33: Broken Promises

1K 142 133
                                    

Calla stared at the ceiling, hands clasped over her chest—gently cradling the tip of a knife against the hollow of her throat and wondering, not for the first time, what death might feel like.

Was it hard and fast and unexpected, like the shock of icy river water? Or was it a steady, inevitable march, leaching from one's body as tar spreads across a stretch of summer pavement? A part of her desperately wanted to know.

Another part of her dreaded the answer.

Whatever the case, she didn't believe in that mumbo-jumbo about the light and the tunnel. Only fools believed in fairytales.

Fools and sadists.

The sound of footsteps dispelled her dark thoughts. Calla sat upright and shoved the knife into the drawer of her nightstand, covering the bone-white handle with a stray sock.

By the time her mother opened the door, Calla was propped against her pillows, pretending to scroll through her phone.

"Calla?" Rosalind slipped into the room, shivering through her robe. She tightened the sash. "It's freezing in here."

Calla nodded toward her window, cracked partially to let in the last remnants of the cold snap that had besieged the town for the last week. "I needed some fresh air."

Her mother made a dissatisfied noise in the back of her throat, moving to sit at the end of the bed. Calla tossed aside her phone, anticipating some sort of grand parental speech. Rosalind had been surprisingly tight-lipped over the last few days, saying nothing of her daughter's near-brush with death. Calla had expected she'd be punished after diving headfirst into a very dangerous situation. It was just the sort of thing her mother was always warning her about.

Keep your head, honey. Don't take unnecessary risks.

Answering what had essentially been a serial killer's dare was the textbook definition of an unnecessary risk. Yet here she sat, notably ungrounded and well fed. She couldn't wrap her head around it.

"Calla..." her mother started. She bit her lip. "Have you decided where you want to go to college?"

"Oh." Calla drew her knees to her chest. "Not yet. Either Cornell or Yale. I haven't heard back about a scholarship, but they're supposed to be finalizing that this week."

"Good." Rosalind tapped her daughter's knee. "That's...good."

That was exceptional, and they both knew it. But Calla held her tongue, unable to gauge her mother's mood.

She glanced over her mother's shoulder—to the door across the hall. The brass knob taunted her. Ask her, it seemed to say. Ask her ask her ask her.

Don't ask questions you don't want the answers to.

"Mom?"

Rosalind didn't look up from her lap. "Hmm?"

"What happened to my brother?"

Her head snapped up. For an uncomfortable length of time, neither said a word. Until Rosalind, knuckles white around the sash of her robe, asked, "Why do you want to know?"

My brother. He was amusing, Stephanie had said, winding her fingers through Vincent's hair as a lover would. And then he wasn't.

Stephanie had killed her brother in the same fashion as the others she'd brutalized. The story had resurfaced as all things did in this town—with a whisper.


What you are asked to do - Give back the lines below verbatim, omitting all pictures.

___ Data for analysis

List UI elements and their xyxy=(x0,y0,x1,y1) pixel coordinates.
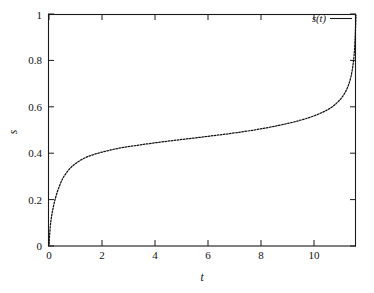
data-series-s-of-t xyxy=(49,15,356,244)
y-tick-label: 0.2 xyxy=(28,194,42,206)
x-axis-ticks xyxy=(49,14,314,246)
y-axis-title: s xyxy=(7,129,19,134)
plot-frame xyxy=(49,15,356,247)
y-tick-labels: 0 0.2 0.4 0.6 0.8 1 xyxy=(28,9,42,253)
figure-container: 0 2 4 6 8 10 0 0.2 0.4 0.6 0.8 1 t s s(t… xyxy=(0,0,374,293)
legend-label: s(t) xyxy=(312,13,327,25)
x-axis-title: t xyxy=(200,271,204,283)
y-tick-label: 0.6 xyxy=(28,101,42,113)
line-chart: 0 2 4 6 8 10 0 0.2 0.4 0.6 0.8 1 t s s(t… xyxy=(0,0,374,293)
y-tick-label: 0.8 xyxy=(28,54,42,66)
x-tick-label: 8 xyxy=(258,249,264,261)
y-axis-ticks xyxy=(48,14,356,246)
y-tick-label: 0.4 xyxy=(28,147,42,159)
y-tick-label: 0 xyxy=(37,240,43,252)
x-tick-label: 4 xyxy=(152,249,158,261)
x-tick-label: 6 xyxy=(205,249,211,261)
y-tick-label: 1 xyxy=(37,9,43,21)
x-tick-label: 0 xyxy=(46,249,52,261)
x-tick-label: 10 xyxy=(309,249,321,261)
x-tick-labels: 0 2 4 6 8 10 xyxy=(46,249,320,261)
x-tick-label: 2 xyxy=(99,249,105,261)
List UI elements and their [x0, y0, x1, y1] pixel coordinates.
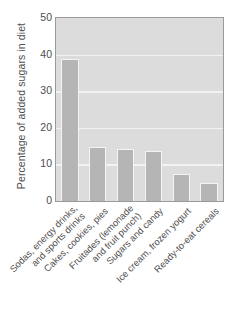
x-axis-category-labels: Sodas, energy drinks,and sports drinksCa… [0, 202, 235, 320]
bar [61, 59, 78, 201]
bar [89, 147, 106, 201]
bar [200, 183, 217, 201]
bar-series [56, 18, 223, 201]
y-axis-tick-label: 30 [30, 85, 52, 95]
y-axis-title: Percentage of added sugars in diet [15, 6, 27, 206]
y-axis-tick-label: 10 [30, 158, 52, 168]
y-axis-tick-label: 40 [30, 49, 52, 59]
y-axis-tick-label: 50 [30, 12, 52, 22]
bar [173, 174, 190, 201]
y-axis-tick-label: 20 [30, 122, 52, 132]
bar-chart-figure: Percentage of added sugars in diet 50403… [0, 0, 235, 320]
bar [145, 151, 162, 202]
bar [117, 149, 134, 201]
plot-area [55, 17, 224, 202]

______

Output for this exercise -
List UI elements and their xyxy=(x0,y0,x1,y1) pixel coordinates.
data-series-s-of-t xyxy=(49,15,356,244)
y-tick-label: 0.2 xyxy=(28,194,42,206)
x-axis-ticks xyxy=(49,14,314,246)
y-axis-title: s xyxy=(7,129,19,134)
plot-frame xyxy=(49,15,356,247)
y-tick-labels: 0 0.2 0.4 0.6 0.8 1 xyxy=(28,9,42,253)
figure-container: 0 2 4 6 8 10 0 0.2 0.4 0.6 0.8 1 t s s(t… xyxy=(0,0,374,293)
legend-label: s(t) xyxy=(312,13,327,25)
x-axis-title: t xyxy=(200,271,204,283)
y-tick-label: 0.6 xyxy=(28,101,42,113)
line-chart: 0 2 4 6 8 10 0 0.2 0.4 0.6 0.8 1 t s s(t… xyxy=(0,0,374,293)
y-tick-label: 0.8 xyxy=(28,54,42,66)
x-tick-label: 8 xyxy=(258,249,264,261)
y-axis-ticks xyxy=(48,14,356,246)
y-tick-label: 0.4 xyxy=(28,147,42,159)
y-tick-label: 0 xyxy=(37,240,43,252)
x-tick-label: 4 xyxy=(152,249,158,261)
x-tick-label: 6 xyxy=(205,249,211,261)
y-tick-label: 1 xyxy=(37,9,43,21)
x-tick-label: 0 xyxy=(46,249,52,261)
x-tick-label: 10 xyxy=(309,249,321,261)
x-tick-labels: 0 2 4 6 8 10 xyxy=(46,249,320,261)
x-tick-label: 2 xyxy=(99,249,105,261)
List UI elements and their [x0, y0, x1, y1] pixel coordinates.
x-axis-category-labels: Sodas, energy drinks,and sports drinksCa… [0, 202, 235, 320]
bar [61, 59, 78, 201]
bar [89, 147, 106, 201]
bar [200, 183, 217, 201]
bar-series [56, 18, 223, 201]
y-axis-tick-label: 30 [30, 85, 52, 95]
y-axis-title: Percentage of added sugars in diet [15, 6, 27, 206]
y-axis-tick-label: 10 [30, 158, 52, 168]
y-axis-tick-label: 40 [30, 49, 52, 59]
y-axis-tick-label: 50 [30, 12, 52, 22]
bar [173, 174, 190, 201]
y-axis-tick-label: 20 [30, 122, 52, 132]
bar-chart-figure: Percentage of added sugars in diet 50403… [0, 0, 235, 320]
bar [145, 151, 162, 202]
bar [117, 149, 134, 201]
plot-area [55, 17, 224, 202]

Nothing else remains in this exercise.